The flip side: aquaponic systems are buffered. The large water volume in the fish tank smooths out short-term swings in temperature, pH, and nutrient concentration that would damage a smaller hydroponic reservoir. Mature aquaponic systems are remarkably stable; new ones are not.

Which one suits which grower

Choose hydroponics if you want fast results, precision tuning, lower startup cost, simpler troubleshooting, or you grow only fruiting crops. Hydroponics suits apartment dwellers, beginners who want quick wins, and growers who think about plants as the primary system.

Choose aquaponics if you want lower long-term operating cost, food protein in addition to vegetables, an integrated biological system that scratches a different itch than gardening alone, and you can commit 4 to 6 months before harvesting at full pace. Aquaponics suits backyard growers with outbuildings or sheds, families who want to teach kids about ecosystems, and growers who think about systems as the primary product.
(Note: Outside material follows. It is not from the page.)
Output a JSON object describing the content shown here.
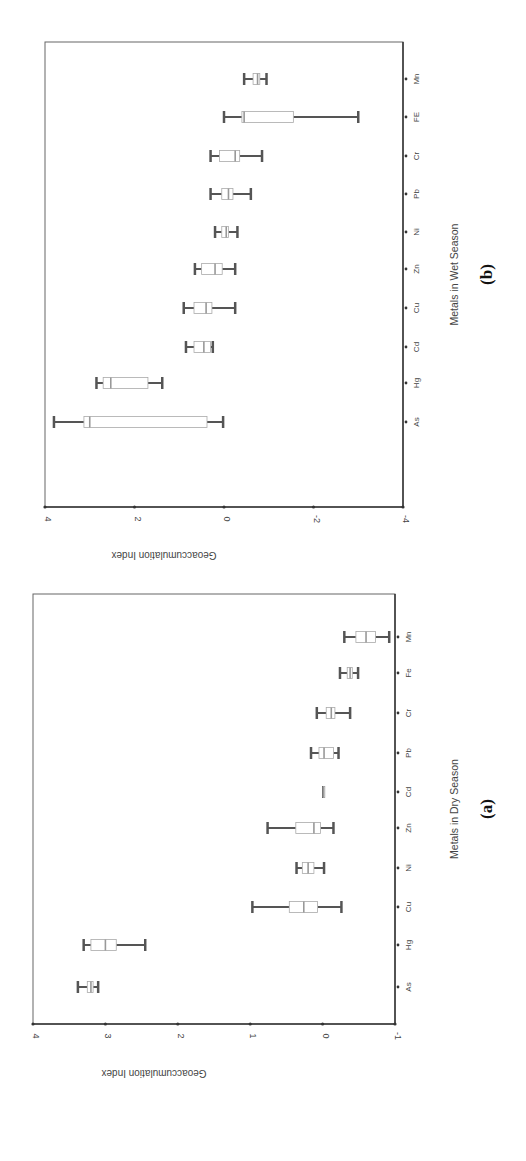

The middle ground is to start with hydroponics, run it for a year to learn plants, then convert one system to aquaponics with the existing plumbing knowledge. That sequence reduces the simultaneous learning load and produces a more stable final system.
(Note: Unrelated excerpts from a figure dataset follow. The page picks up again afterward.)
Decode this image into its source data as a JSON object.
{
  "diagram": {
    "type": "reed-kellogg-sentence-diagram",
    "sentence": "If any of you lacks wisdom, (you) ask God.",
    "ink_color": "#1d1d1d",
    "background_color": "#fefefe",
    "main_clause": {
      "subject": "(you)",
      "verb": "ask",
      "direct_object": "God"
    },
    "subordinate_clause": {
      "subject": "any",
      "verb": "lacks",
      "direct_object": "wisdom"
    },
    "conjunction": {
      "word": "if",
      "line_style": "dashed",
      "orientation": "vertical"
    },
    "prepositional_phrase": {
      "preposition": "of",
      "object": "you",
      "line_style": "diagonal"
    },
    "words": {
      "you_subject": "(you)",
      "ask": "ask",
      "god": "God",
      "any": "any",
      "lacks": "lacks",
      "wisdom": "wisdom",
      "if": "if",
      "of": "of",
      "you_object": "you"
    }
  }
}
See the methodology page for our growing system protocols. The fish species choice matters as much as the build; pair this article with our tilapia vs trout guide and our hydroponic systems comparison.

Frequently asked questions

Is aquaponics cheaper than hydroponics over time?+

Yes on running cost, no on startup cost. Hydroponic nutrients run $300 to $600 per year for a typical 100 plant setup. Aquaponics replaces that with fish feed at $80 to $150 per year. The startup cost gap goes the other way: a 200 gallon aquaponic system costs $800 to $1500 to build properly versus $300 to $600 for the equivalent hydroponic system, mostly due to the fish tank, biofilter media, and higher pumping requirements. Break-even is typically 3 to 4 years, longer if the hydroponic grower buys bulk dry salts.

Aquaponics vs hydroponics: which gives faster plant growth?+

Hydroponics is faster in the first year because the grower can precisely tune the nutrient profile to each crop and stage. A mature aquaponic system at 12 to 18 months matches hydroponic growth rates on leafy greens and lags by 10 to 20 percent on heavy fruiting crops where phosphorus and potassium demand exceeds what fish waste delivers. Adding small amounts of potassium and iron supplements closes most of the gap. New aquaponic systems in the first 3 to 6 months produce slower growth as the nitrifying bacteria population establishes.

How much fish work does an aquaponic system add?+

About 15 minutes per day after the cycle is established. Daily work is feeding the fish (one or two feedings) and a visual check for dead fish or stressed behavior. Weekly work is checking ammonia, nitrite, and nitrate. Monthly work is partial cleanup of the solids filter and pump intake. The hidden workload is the learning curve: identifying ammonia spikes, recognizing fish disease, and responding to oxygen problems takes months to internalize. Hydroponic growers who add aquaponics underestimate the fish husbandry side.

What is the smallest practical aquaponic system?+

A 50 gallon aquaponic system supporting 10 to 15 plants and 6 to 10 small fish (goldfish or tilapia fingerlings) is the smallest setup that runs stably. Below that volume, ammonia and pH swings become hard to manage and a single dead fish destabilizes the chemistry. The IBC tote build (275 gallon tank with a media bed cut from the top) is the most common starter scale and supports 50 to 100 plants plus 20 to 30 edible-sized fish. Anything smaller works as a fishtank-with-plants curiosity, not as a food production system.

Can I run aquaponics indoors?+

Yes, and many growers do. A 200 to 300 gallon indoor aquaponic system fits in a 4 by 8 foot footprint and runs under a 600 W LED grow light. The challenges are heat (fish prefer 65 to 80 F depending on species, lights add heat), humidity (plants transpire heavily, the room needs ventilation), and noise (the air pump and water pump run 24/7). An attached garage or insulated outbuilding works better than living space. The fish smell is minimal if water quality is maintained, contrary to common assumptions.

Morgan Davis
Author

Morgan Davis

Office & Workspace Editor

Morgan Davis writes for The Tested Hub.